Safaricom Ethiopia Telecommunications PLC posted total annual revenue of 15.9 billion Ethiopian birr ($102 million) for the fiscal year ending March 31, 2026, a 130.9% increase from the previous year, the company announced Monday.
The result marks the strongest financial performance since the operator entered Ethiopia in 2022, breaking a decades-long monopoly held by Ethio Telecom.
Mobile data drove the bulk of earnings, generating 9.6 billion birr ($61.4 million), while voice services contributed an additional 3 billion birr ($19.2 million).
Subscriber growth reinforced the revenue gains, with the company recording 13.6 million active subscribers over a 90-day period by year-end, a 54.2% increase from a year earlier, while 30-day active users reached 10.7 million.
M-Pesa, the company’s mobile money platform, emerged as a primary growth engine. The service added users at a 119.4% annual rate, reaching 5.2 million registered customers who processed about 32.5 billion birr ($207.8 million) in transactions during the year.
Dilip Pal, group chief finance and innovation officer, said the results reflected the company’s ability to navigate a complex operating environment.
“We have operated commercially in Ethiopia for three and a half years,” Pal said during a performance briefing in Nairobi.
“We are pleased with the results for FY26. Ethiopia demonstrated a stronger performance in the second half relative to the first half across all key financial metrics,” he said.
Safaricom has invested $2.6 billion in Ethiopian infrastructure to date, extending 4G coverage to 59.2% of the population under its “Coast to Coast” expansion strategy.
At the group level, Safaricom reported service revenue of 414.1 billion Kenyan shillings ($3.21 billion).
Normalized net income rose 67.3% to 99.7 billion shillings ($772 million). Ethiopia now accounts for 15% of group revenue.
The weakening birr continues to compress translated revenue values, and Safaricom is working to localize supply chain and infrastructure costs currently tied to foreign-denominated contracts.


#### Goal of the exercise:
Look through the data below. Show each line where the string "nsupporting" occurs.

(Information provided)

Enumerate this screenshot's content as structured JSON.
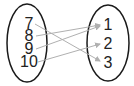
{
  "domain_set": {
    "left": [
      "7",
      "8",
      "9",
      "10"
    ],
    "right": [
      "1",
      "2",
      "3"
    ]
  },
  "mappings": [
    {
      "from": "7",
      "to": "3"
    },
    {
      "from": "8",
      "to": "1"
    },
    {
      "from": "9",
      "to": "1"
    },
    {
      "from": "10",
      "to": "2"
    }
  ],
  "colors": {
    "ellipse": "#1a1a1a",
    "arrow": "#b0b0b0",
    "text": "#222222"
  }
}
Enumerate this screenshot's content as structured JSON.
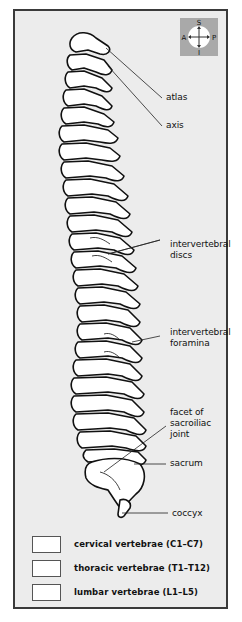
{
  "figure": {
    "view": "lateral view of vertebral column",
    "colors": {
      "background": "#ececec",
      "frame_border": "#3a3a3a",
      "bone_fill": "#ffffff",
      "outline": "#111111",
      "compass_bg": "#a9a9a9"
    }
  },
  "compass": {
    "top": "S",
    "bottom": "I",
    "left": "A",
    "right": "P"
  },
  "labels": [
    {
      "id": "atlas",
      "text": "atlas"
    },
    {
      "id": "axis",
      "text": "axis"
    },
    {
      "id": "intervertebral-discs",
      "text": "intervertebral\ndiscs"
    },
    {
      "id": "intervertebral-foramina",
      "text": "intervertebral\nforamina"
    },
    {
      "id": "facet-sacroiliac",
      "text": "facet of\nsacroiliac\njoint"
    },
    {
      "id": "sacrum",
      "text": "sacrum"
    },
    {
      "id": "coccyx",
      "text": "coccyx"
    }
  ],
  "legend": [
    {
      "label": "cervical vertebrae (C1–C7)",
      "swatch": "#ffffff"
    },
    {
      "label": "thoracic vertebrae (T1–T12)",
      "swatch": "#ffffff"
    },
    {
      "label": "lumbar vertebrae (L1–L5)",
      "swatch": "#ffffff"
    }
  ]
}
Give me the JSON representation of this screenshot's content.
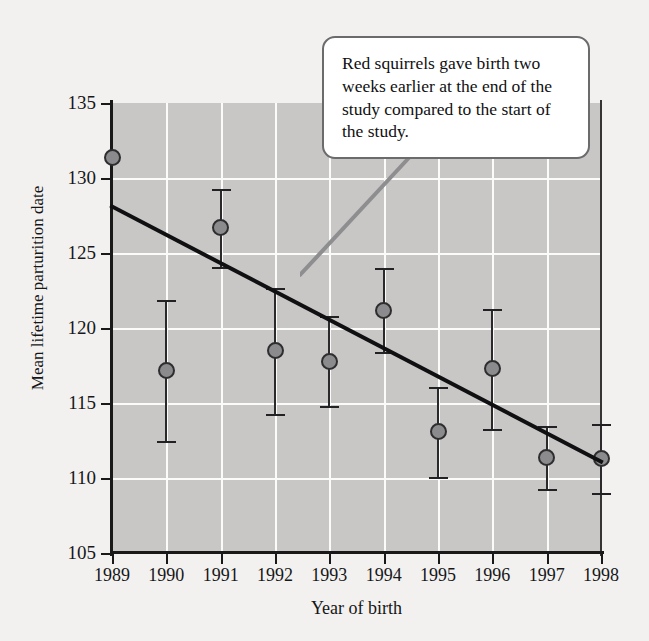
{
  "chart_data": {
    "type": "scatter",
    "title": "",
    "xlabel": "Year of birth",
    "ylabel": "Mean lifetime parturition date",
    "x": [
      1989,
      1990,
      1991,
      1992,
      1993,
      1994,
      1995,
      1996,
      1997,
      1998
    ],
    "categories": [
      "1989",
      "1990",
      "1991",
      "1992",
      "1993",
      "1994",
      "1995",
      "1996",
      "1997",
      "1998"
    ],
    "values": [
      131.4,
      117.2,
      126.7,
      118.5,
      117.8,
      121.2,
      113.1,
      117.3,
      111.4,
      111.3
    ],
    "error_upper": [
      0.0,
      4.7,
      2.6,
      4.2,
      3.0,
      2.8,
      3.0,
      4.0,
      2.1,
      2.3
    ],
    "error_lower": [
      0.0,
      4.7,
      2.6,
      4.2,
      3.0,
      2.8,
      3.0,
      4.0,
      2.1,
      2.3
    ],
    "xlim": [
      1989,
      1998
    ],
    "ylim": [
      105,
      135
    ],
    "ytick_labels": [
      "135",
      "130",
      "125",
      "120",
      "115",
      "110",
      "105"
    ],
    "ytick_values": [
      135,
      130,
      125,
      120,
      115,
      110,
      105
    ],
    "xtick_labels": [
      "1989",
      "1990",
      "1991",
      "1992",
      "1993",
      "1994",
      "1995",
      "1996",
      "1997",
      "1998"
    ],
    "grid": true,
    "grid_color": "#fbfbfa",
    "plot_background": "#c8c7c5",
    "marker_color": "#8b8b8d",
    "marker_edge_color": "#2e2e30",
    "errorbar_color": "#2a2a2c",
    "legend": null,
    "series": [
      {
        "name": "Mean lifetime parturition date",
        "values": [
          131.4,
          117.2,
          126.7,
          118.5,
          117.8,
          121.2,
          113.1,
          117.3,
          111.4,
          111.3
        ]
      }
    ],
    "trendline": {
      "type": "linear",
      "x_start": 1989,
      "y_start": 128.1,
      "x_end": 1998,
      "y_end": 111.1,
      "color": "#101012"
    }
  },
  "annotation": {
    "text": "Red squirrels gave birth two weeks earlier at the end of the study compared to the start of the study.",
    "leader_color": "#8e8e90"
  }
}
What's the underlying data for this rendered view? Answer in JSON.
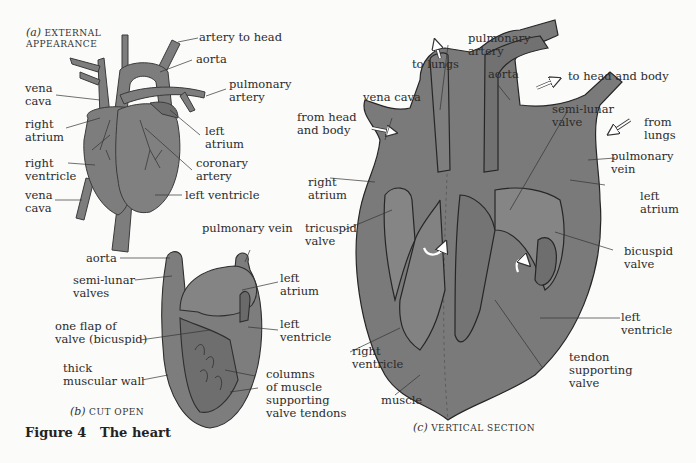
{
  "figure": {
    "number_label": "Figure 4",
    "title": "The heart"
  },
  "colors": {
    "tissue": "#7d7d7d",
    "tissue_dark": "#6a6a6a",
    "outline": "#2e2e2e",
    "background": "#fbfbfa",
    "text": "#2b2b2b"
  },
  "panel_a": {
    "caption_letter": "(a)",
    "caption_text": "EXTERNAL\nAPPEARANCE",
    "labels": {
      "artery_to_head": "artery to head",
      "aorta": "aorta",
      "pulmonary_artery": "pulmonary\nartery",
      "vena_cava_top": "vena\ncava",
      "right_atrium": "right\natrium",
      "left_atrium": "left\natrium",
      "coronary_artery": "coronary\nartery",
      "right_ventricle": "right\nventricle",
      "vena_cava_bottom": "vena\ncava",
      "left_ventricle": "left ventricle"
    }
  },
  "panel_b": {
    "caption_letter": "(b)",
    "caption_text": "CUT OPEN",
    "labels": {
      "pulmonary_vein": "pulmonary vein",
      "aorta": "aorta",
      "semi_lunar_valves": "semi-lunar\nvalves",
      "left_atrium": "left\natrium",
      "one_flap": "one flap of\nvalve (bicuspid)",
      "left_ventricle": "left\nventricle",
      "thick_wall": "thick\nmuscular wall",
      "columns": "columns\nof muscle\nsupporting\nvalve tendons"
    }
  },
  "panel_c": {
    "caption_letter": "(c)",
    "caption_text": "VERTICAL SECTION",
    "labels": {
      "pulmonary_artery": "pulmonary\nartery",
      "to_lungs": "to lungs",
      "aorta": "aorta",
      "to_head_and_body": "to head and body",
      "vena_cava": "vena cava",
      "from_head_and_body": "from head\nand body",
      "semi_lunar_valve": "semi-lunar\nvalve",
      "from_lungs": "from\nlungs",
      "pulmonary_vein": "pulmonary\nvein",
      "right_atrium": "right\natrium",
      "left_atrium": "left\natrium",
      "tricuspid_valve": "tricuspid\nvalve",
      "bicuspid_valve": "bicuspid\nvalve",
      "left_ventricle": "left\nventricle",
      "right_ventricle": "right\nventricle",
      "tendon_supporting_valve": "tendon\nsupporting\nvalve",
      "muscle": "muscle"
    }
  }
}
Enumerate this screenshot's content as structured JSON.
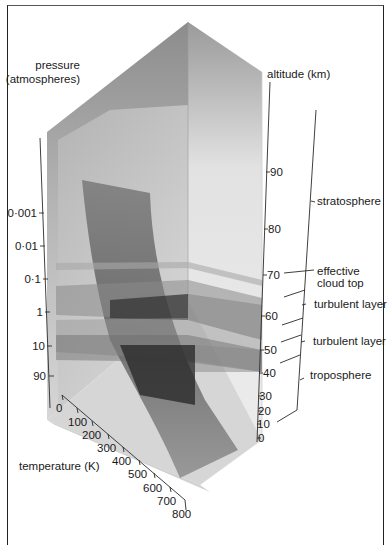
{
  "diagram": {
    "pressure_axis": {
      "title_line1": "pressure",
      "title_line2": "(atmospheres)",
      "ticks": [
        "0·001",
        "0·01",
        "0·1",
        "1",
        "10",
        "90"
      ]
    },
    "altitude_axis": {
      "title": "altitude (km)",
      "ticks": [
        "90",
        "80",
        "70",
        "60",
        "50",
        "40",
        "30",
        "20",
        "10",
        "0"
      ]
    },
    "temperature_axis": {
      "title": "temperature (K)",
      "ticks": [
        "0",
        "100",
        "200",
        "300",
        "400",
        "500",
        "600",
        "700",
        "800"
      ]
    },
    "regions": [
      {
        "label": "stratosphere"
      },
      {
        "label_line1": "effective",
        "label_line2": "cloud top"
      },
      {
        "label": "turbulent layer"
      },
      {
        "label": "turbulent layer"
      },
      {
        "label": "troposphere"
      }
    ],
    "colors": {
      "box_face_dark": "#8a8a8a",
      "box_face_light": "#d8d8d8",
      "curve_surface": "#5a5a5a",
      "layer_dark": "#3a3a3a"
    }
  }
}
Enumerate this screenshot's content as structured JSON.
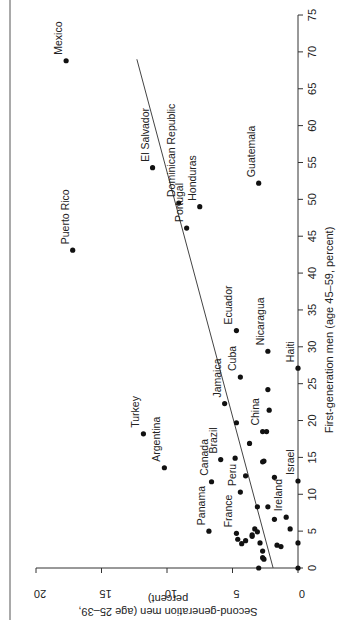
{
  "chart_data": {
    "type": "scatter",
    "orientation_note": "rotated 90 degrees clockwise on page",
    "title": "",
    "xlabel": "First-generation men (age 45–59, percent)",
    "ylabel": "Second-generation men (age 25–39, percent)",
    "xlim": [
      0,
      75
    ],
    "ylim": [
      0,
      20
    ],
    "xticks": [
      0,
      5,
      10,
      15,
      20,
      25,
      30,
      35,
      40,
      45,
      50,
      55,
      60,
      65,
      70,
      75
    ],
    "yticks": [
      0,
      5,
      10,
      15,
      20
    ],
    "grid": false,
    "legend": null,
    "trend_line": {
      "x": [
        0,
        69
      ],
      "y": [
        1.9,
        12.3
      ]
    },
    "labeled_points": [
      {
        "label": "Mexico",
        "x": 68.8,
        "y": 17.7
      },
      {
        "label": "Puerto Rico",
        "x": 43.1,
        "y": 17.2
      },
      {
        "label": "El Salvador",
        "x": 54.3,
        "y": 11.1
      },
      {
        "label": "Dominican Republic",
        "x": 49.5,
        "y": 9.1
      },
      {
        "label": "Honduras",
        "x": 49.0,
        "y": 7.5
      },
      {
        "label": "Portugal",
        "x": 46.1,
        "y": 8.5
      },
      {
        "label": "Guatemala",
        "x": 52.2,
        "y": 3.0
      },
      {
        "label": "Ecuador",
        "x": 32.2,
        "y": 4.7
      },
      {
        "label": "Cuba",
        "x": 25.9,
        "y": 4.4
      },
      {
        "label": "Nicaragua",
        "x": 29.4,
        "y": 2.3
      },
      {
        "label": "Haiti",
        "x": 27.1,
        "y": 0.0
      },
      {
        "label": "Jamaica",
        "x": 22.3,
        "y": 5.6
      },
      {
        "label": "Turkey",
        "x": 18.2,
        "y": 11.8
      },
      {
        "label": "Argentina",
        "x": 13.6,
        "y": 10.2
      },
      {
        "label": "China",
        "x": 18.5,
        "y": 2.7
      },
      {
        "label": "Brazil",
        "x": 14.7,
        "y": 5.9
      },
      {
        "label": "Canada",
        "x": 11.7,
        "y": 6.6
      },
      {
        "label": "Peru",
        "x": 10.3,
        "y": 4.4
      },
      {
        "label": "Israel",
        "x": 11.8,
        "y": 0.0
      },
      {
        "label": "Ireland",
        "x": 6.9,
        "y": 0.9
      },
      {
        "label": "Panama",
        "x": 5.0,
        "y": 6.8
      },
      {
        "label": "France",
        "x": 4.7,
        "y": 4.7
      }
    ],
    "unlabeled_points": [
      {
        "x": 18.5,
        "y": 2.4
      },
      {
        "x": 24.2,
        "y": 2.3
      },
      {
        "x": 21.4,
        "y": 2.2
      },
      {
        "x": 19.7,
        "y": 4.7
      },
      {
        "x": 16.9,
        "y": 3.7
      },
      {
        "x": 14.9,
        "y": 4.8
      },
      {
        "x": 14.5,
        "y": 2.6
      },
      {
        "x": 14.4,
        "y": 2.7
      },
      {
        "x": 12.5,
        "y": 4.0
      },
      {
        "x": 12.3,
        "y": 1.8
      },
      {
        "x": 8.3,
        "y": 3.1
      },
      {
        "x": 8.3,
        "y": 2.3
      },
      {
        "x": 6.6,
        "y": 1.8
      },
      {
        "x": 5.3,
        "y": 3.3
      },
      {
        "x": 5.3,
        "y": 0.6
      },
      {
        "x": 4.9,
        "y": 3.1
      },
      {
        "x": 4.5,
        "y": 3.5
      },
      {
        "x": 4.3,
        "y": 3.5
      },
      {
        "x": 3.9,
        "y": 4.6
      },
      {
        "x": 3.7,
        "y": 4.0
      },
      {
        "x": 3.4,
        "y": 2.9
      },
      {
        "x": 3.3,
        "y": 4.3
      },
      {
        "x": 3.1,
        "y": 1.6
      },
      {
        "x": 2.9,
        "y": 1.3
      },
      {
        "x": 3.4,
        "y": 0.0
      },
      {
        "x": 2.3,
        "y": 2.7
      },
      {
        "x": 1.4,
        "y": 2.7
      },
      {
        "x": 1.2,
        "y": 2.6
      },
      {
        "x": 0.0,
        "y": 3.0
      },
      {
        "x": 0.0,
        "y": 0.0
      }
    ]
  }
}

(End Information provided)

#### Exercise result:
      "columns": "columns\nof muscle\nsupporting\nvalve tendons"
      "tendon_supporting_valve": "tendon\nsupporting\nvalve",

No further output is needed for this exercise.